Vintage Fabrics
From LoveToKnow Antiques
Play with vintage fabrics in a variety of ways to give your living space a makeover. Whether you are interested in reupholstering a couch or adding a window dressing over a stained glass window, vintage fabrics breathe new life into your surroundings.
Uses for Vintage Fabrics
Beautiful fabrics are not just for hanging as draperies or covering a couch. Vintage and reproduction fabrics can be used in a variety of ways in rooms throughout your home.
Kitchens
Kitchens are one of the most popular places to use vintage fabrics. Flour sackcloth is a popular fabric for dishtowels. Antique dishtowels made of this fabric are often embroidered or may still have the flour company's logo stamped on them. They can be used in displays on pie safes, made into café curtains or used, as they were originally intended, to dry dishes.
Dining Rooms
Dining rooms are another popular place to use antique fabrics. Individuals, as well as savvy antique dealers, frequently use vintage fabrics to reupholster dining room sets. If you are going for an authentic touch, research the fabrics of the time period so your furniture and fabrics match.
Living Rooms
Living rooms are another great place to showcase your vintage fabric finds. Use fabrics to reupholster couches, cushions and draperies. Fabric remnants can also be used to make pillow covers or couch throws with a decorator's touch. Cover lamp shades with a patterned fabric and use under a vase on a table.
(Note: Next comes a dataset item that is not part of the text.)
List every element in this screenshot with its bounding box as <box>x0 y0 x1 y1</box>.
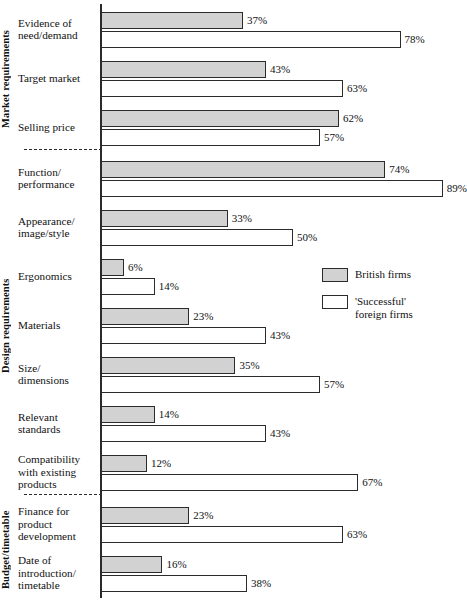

Find a great selection of fabrics for your dining room, living room and kitchen at:
Bedrooms
Bedrooms are the ultimate place to decorate with vintage fabrics. Go Parisian with beautiful toile or rose ticking in a variety of pastel hues. Folk art is always a popular theme for bedrooms and there are plenty of quilt patterns, calicos and flannel material available. Chenille, satin and lace-edged linens are just a few of the many types of fabrics used in a bedroom. Materials can cover headboards, pillows, and bedspreads. If you have enough yardage of a fabric, the same material can also be used as window dressings.
Baby's Room
A baby's bedroom is another intriguing place to display your fabric finds. Whether you want to go folk, vintage or retro, there are great fabrics for you to use. Many calico fabrics are popular in baby bedrooms because of the small patterns. Small rose buds, ticking, Swiss dot and other miniature floral patterns are typical of this material. Irish linens and simple laces are a perfect find for a baby's bedroom.
Vintage baby and bedroom fabrics can be found at:
Bathrooms
Bathrooms are always a nice place to display vintage finds. Consider fabrics in this room to decorate windows, shower curtains or be used as decorative hand towels.
Purchasing Vintage Fabrics
Many vintage and retro fabrics are found in antique stores, through specialty catalogs and online. Depending on your needs, reproduction fabrics can even be specially made from antique fabric swatches you provide.
Purchase vintage fabrics by the yard online with the following merchants:
Vintage Fabric Care
Although older fabrics delight looks throughout your home, there are a few words of caution when caring for them.
- Do not place antique materials in a window or in line with direct sunlight. Old fabrics tend to fade quickly and they can disintegrate if not cared for properly. Avoid using them as curtains unless you have a backing for them.
- All antique fabrics should be hand washed, smoothed out, and carefully hung up to dry. Subjecting them to a washing machine and dryer may render them useless and tattered.
- Never use bleach to whiten vintage linens. Try using a mixture of 1 part lemon juice to 3 parts cool water to whiten yellowed material.
- Do not sew an old fabric to a new one, even if they are the same pattern.